Directions ::
Give back every record word for word, keeping the pictures out.

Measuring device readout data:

━━━━━━

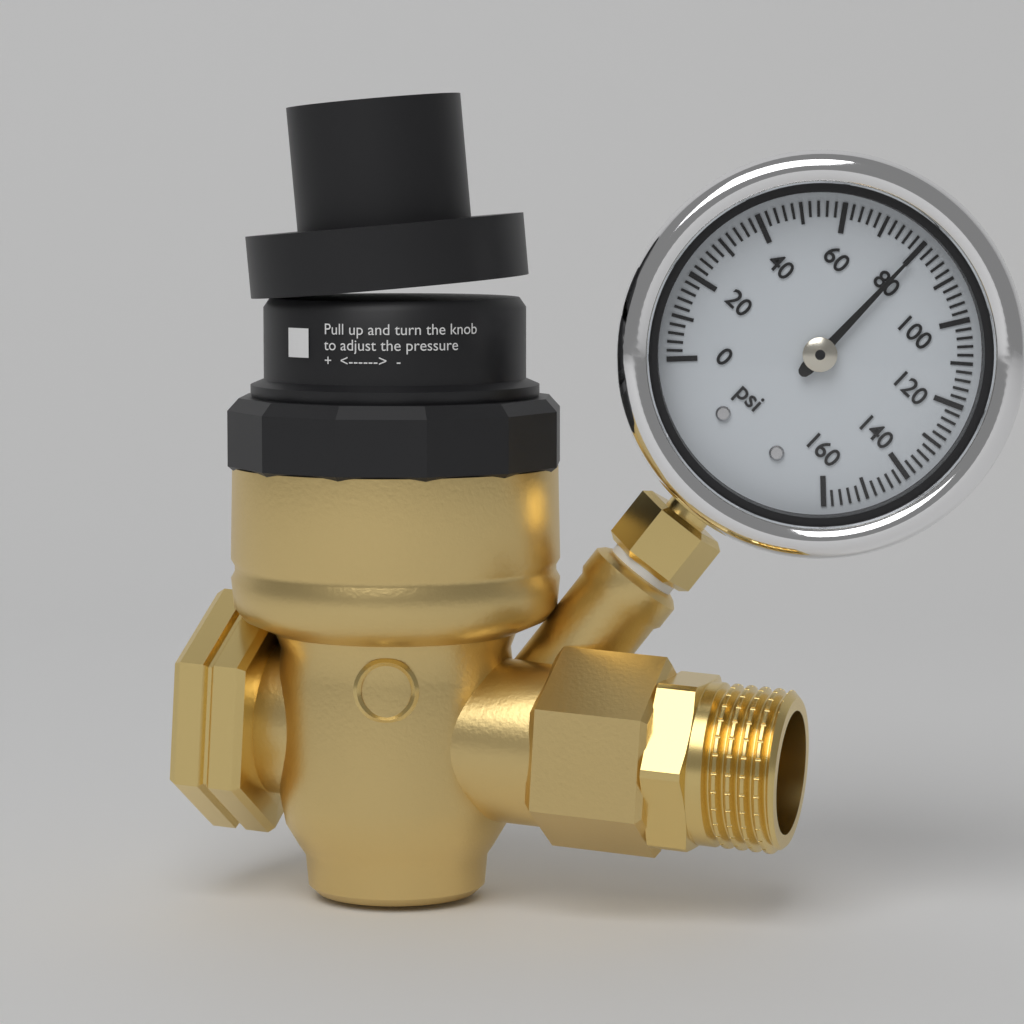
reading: 80 psi
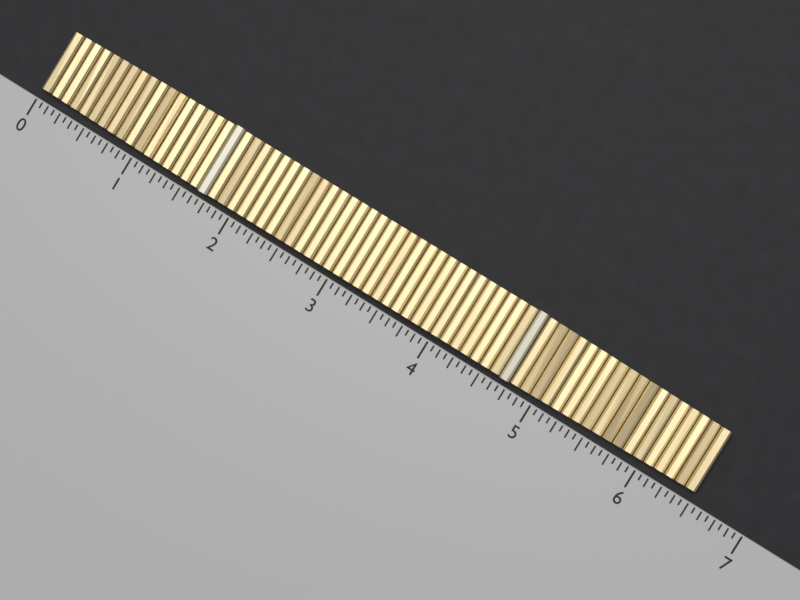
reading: 6.5000 (no unit)
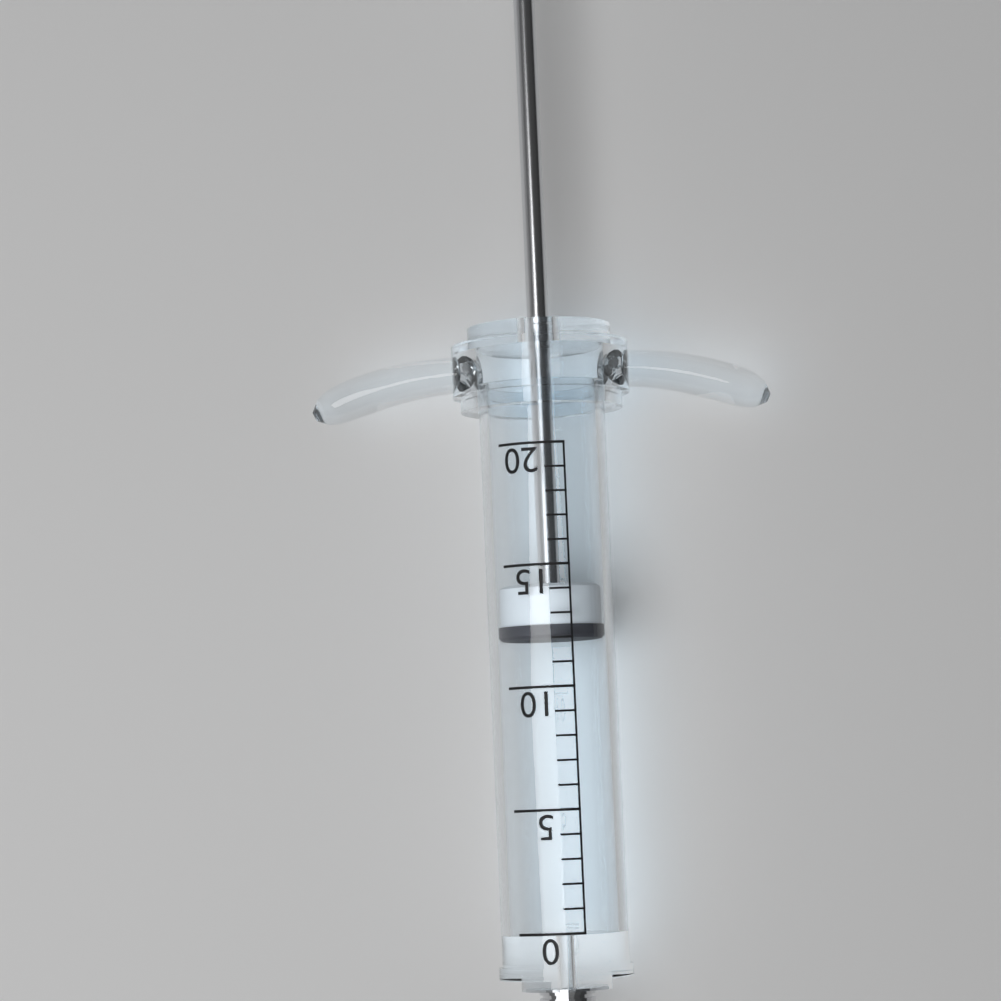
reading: 12 (no unit)
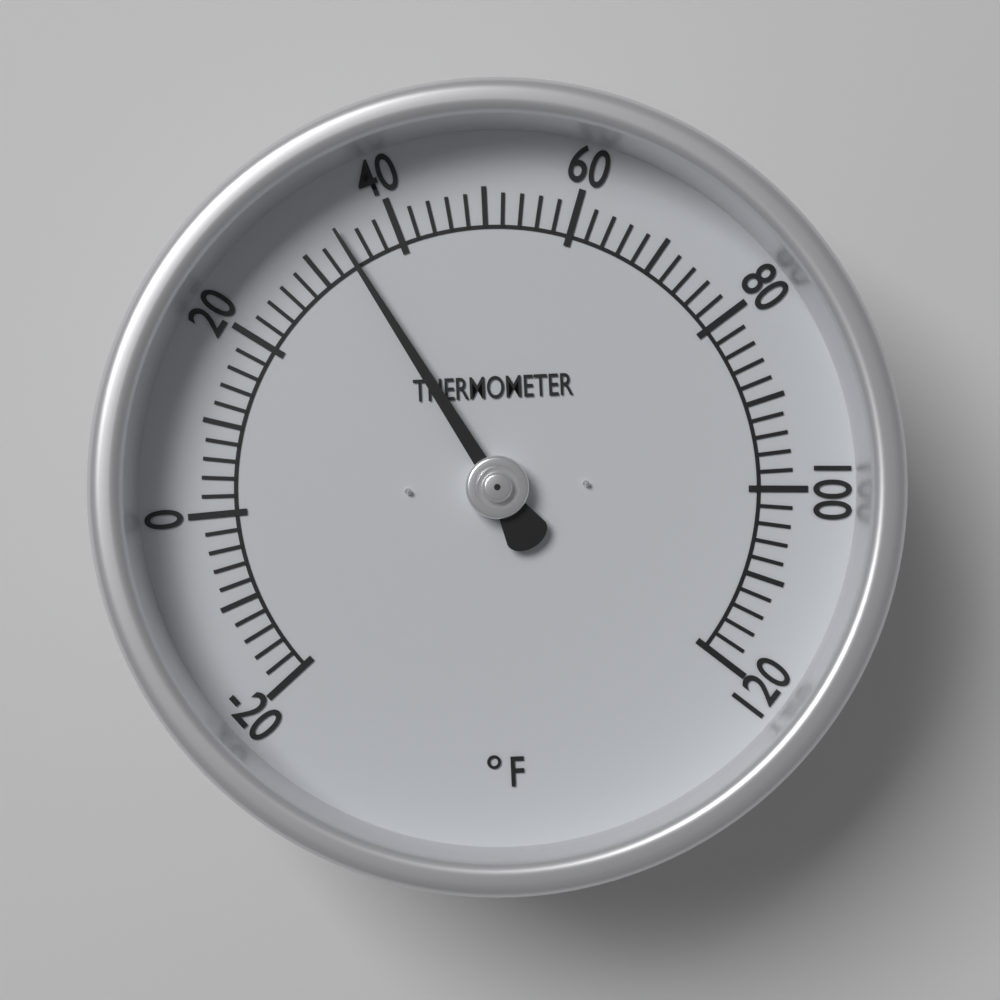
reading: 34 °F
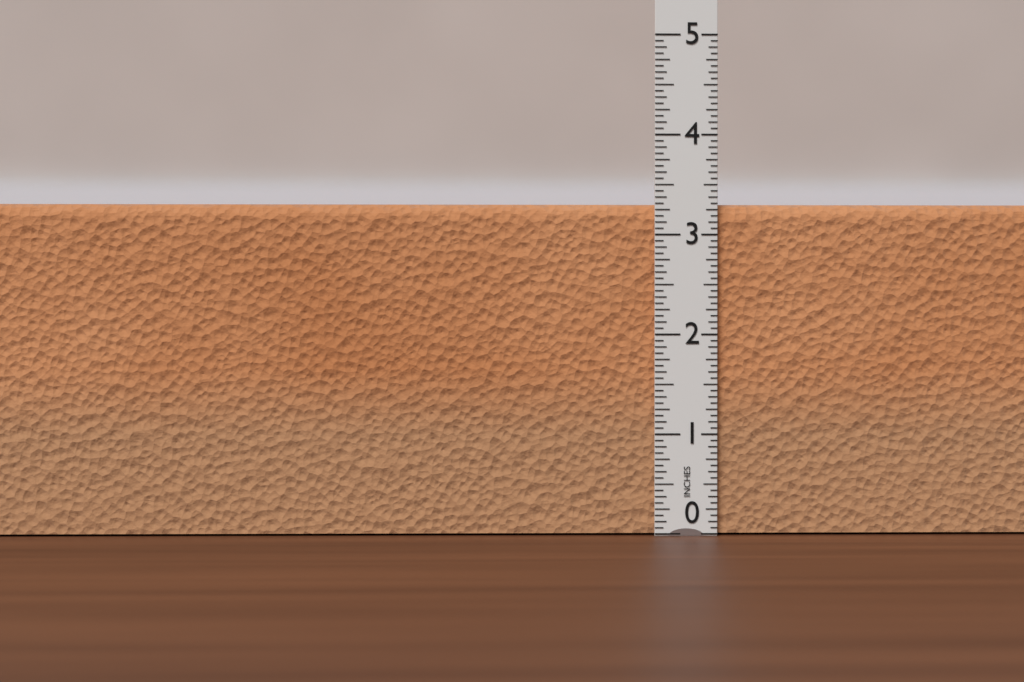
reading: 3.3125 in
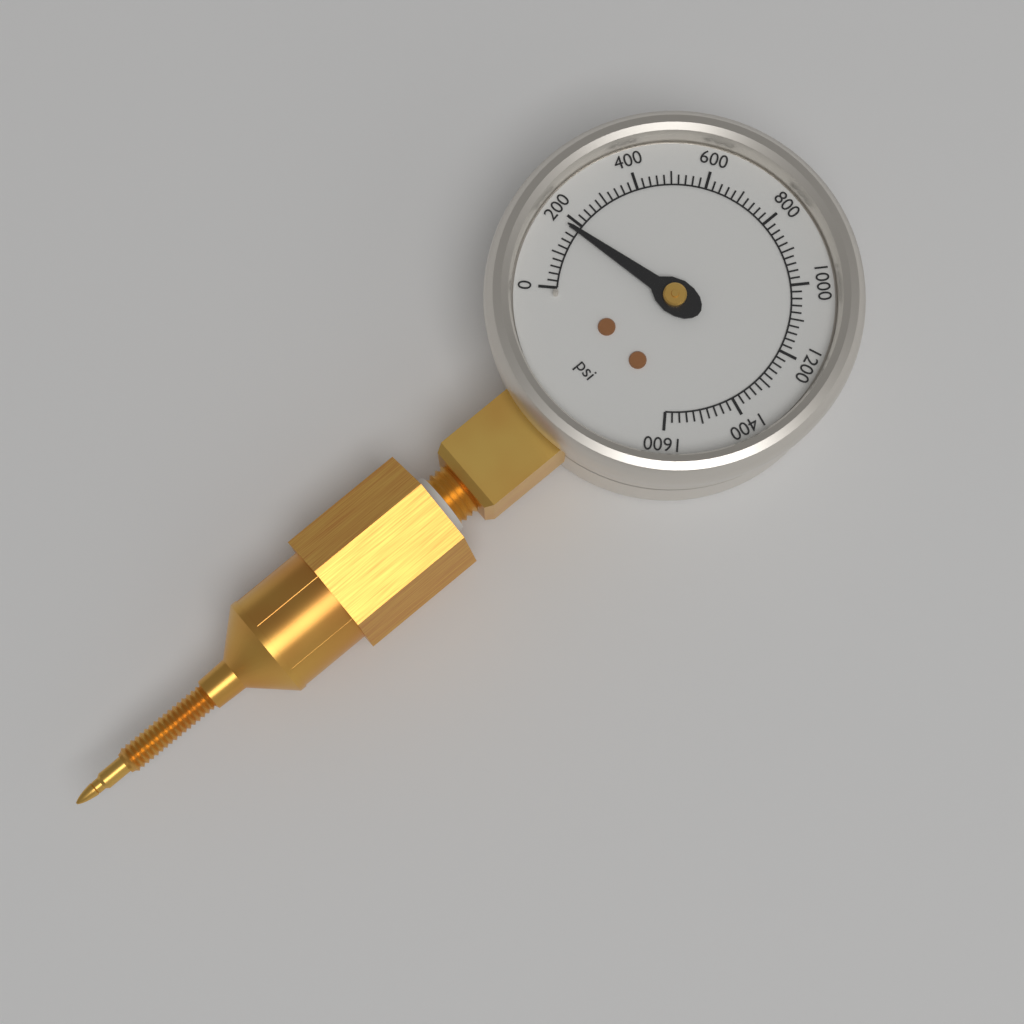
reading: 180 psi
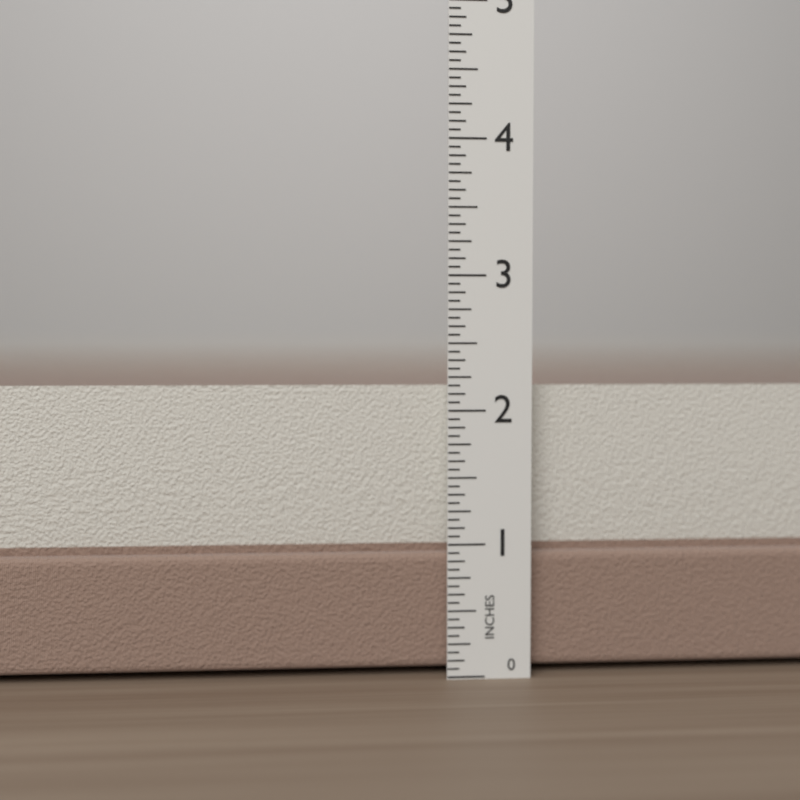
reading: 2.1875 in
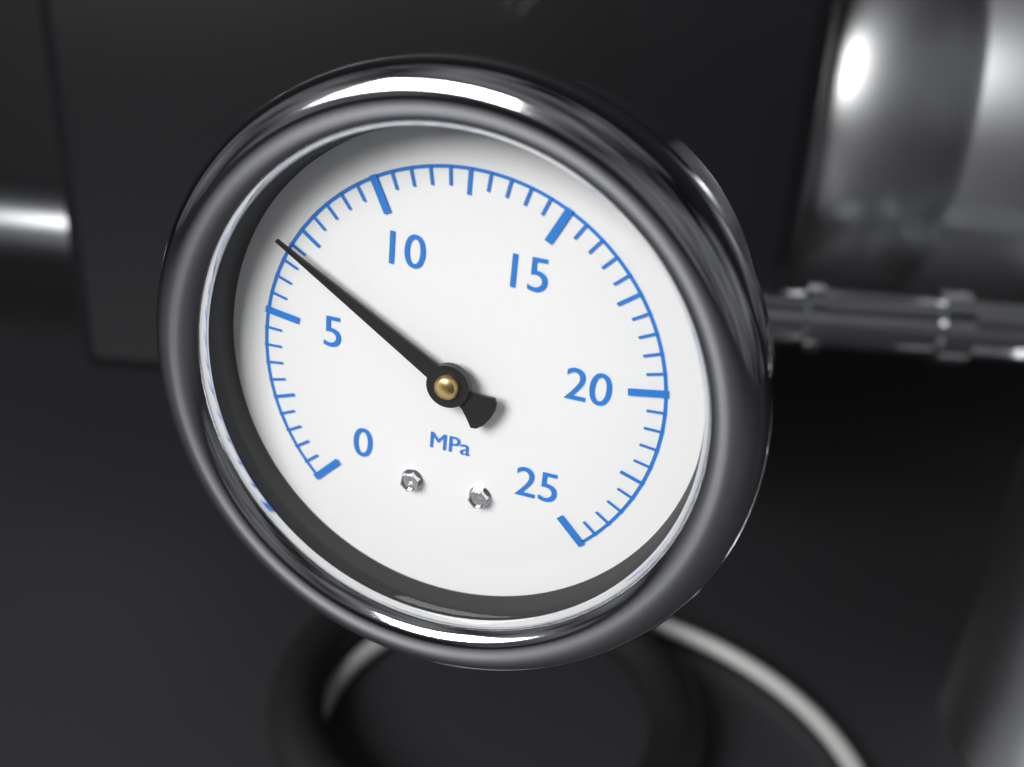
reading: 7.0 MPa
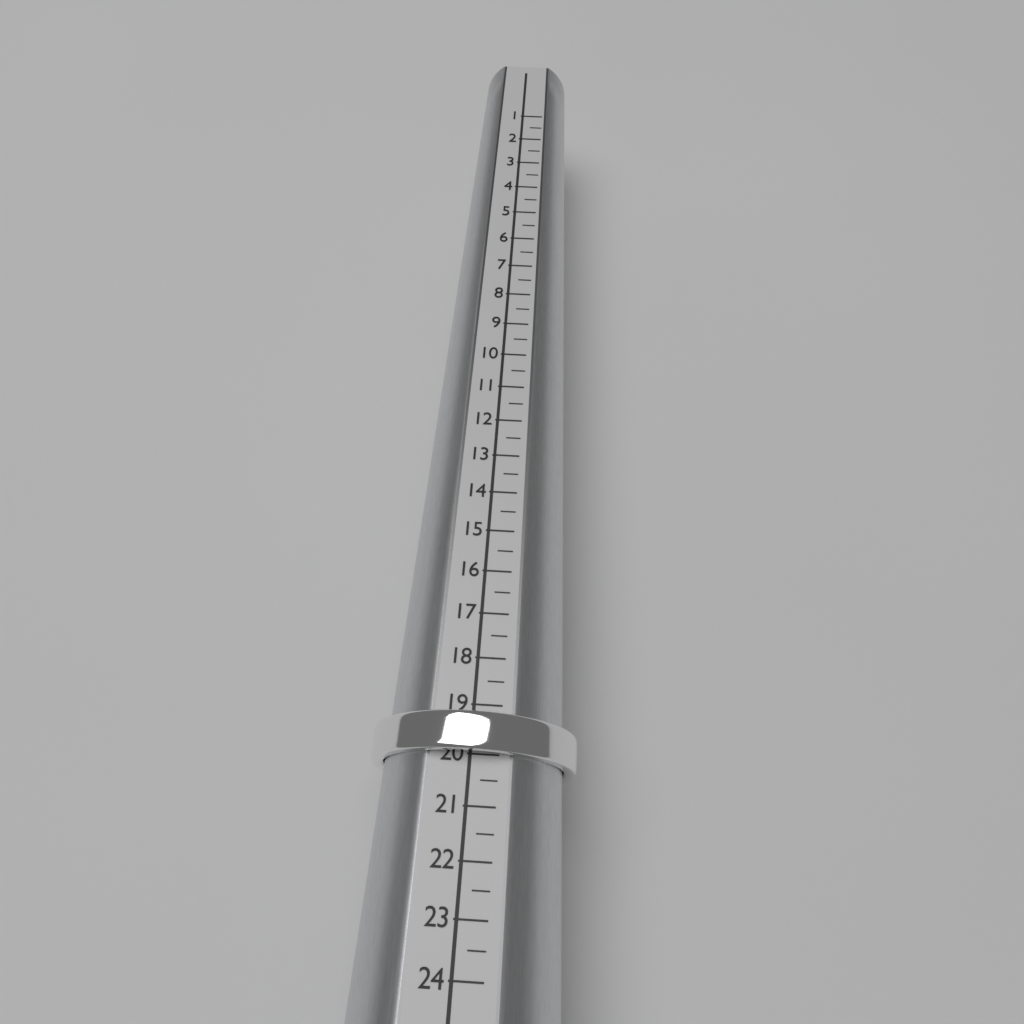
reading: 20.0 (no unit)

━━━━━━

Written response ::
reading: 80 psi
reading: 6.5000 (no unit)
reading: 12 (no unit)
reading: 34 °F
reading: 3.3125 in
reading: 180 psi
reading: 2.1875 in
reading: 7.0 MPa
reading: 20.0 (no unit)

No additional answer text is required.